Foundational:
The first striking feature of Ethics is that the opening five chapters, which comprise part one, seek to establish the validity of natural law, an approach to moral inquiry based on the distinctive nature, faculties, and tendencies of the human being; this approach began with the ancient Greek philosophers and developed through the thought of Catholic and Protestant thinkers, such as St. Thomas Aquinas and Hugo Grotius. (For these religious philosophers, natural law was discoverable through reason, and was separable from theological questions.) One can judge Rothbard’s deep interest in this subject by his first four chapter titles: “Natural Law and Reason,” “Natural Law as ‘Science,'” “Natural Law versus Positive Law,” and “Natural Law and Natural Rights.”
Rothbard wanted us to read this material before moving on to such topics as property, enforceable rights, voluntary exchange, aggression, and self-defense. Why?
Because natural law gives meaning to and thus is indispensable to understanding those concepts. It provides the context. He approvingly quoted the natural-law philosopher John Wild: “The philosophy of natural law defends the rational dignity of the human individual.” He praised the English natural-law liberals (such as John Locke and the Levellers), “who transformed classical natural law into a theory grounded on methodological and hence political individualism.” And he identified the “great failing” of “classical” natural-law thinkers from Plato to Leo Strauss: they were “profoundly statist rather than individualist.”
Via Rothbard’s The Ethics of Liberty: Still Worthy After All These Years @ Reason.com.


Each line of the records containing "background" is to be copied out and returned.

──────── Provided records

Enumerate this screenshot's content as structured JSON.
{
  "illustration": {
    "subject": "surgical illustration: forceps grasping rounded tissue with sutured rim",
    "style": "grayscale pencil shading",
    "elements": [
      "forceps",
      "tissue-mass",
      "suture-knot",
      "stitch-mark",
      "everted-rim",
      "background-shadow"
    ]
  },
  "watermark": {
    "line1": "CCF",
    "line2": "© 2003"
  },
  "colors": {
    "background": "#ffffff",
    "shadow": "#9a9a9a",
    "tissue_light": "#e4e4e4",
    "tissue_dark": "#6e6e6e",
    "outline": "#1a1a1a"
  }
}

────────────────

### Task response
      "background-shadow"
    "background": "#ffffff",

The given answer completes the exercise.